Nuclear medicine firm UltraSPECT is touting study results that suggest its wide-beam reconstruction (WBR) technology reduces the required radiopharmaceutical dose and image acquisition time by 50% for SPECT myocardial perfusion imaging, when compared with conventional techniques.
The study was published in the March-April 2011 issue of the Journal of Nuclear Cardiology.
Researchers at St. Luke's-Roosevelt Hospital and Columbia University College of Physicians and Surgeons found that with either half the dose of technetium-99m sestamibi or half the acquisition time, WBR resulted in image quality superior to image processing with a technique based on ordered subset expectation maximization (OSEM).
The study evaluated images from 156 patients undergoing myocardial perfusion SPECT with a standard full-time acquisition protocol processed with routine OSEM methods. The same 156 patients underwent half-time acquisition, and the data were processed with the WBR algorithm.
A second study group of 160 patients received half of the standard radiopharmaceutical dose, with images acquired for the full standard acquisition time. These images were processed using WBR only.
Overall, WBR half-time and half-dose image quality was judged as superior to OSEM image quality in both segments of the study. There was no statistically significant difference between the two SPECT protocols in identifying the extent or severity of perfusion defects.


__AIM OF THE TASK__: Write the entries out again. Every character must match.

_ _ _ _ _ _ _

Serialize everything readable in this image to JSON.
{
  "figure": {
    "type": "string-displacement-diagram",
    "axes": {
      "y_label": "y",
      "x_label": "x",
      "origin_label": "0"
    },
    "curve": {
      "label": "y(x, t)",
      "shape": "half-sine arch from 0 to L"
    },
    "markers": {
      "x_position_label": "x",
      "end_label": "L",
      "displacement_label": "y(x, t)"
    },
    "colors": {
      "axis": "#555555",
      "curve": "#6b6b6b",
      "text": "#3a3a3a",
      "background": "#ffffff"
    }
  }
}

_ _ _ _ _ _ _

__OUTPUT FOR THIS EXERCISE__:
Serialize everything readable in this image to JSON.
{
  "figure": {
    "type": "string-displacement-diagram",
    "axes": {
      "y_label": "y",
      "x_label": "x",
      "origin_label": "0"
    },
    "curve": {
      "label": "y(x, t)",
      "shape": "half-sine arch from 0 to L"
    },
    "markers": {
      "x_position_label": "x",
      "end_label": "L",
      "displacement_label": "y(x, t)"
    },
    "colors": {
      "axis": "#555555",
      "curve": "#6b6b6b",
      "text": "#3a3a3a",
      "background": "#ffffff"
    }
  }
}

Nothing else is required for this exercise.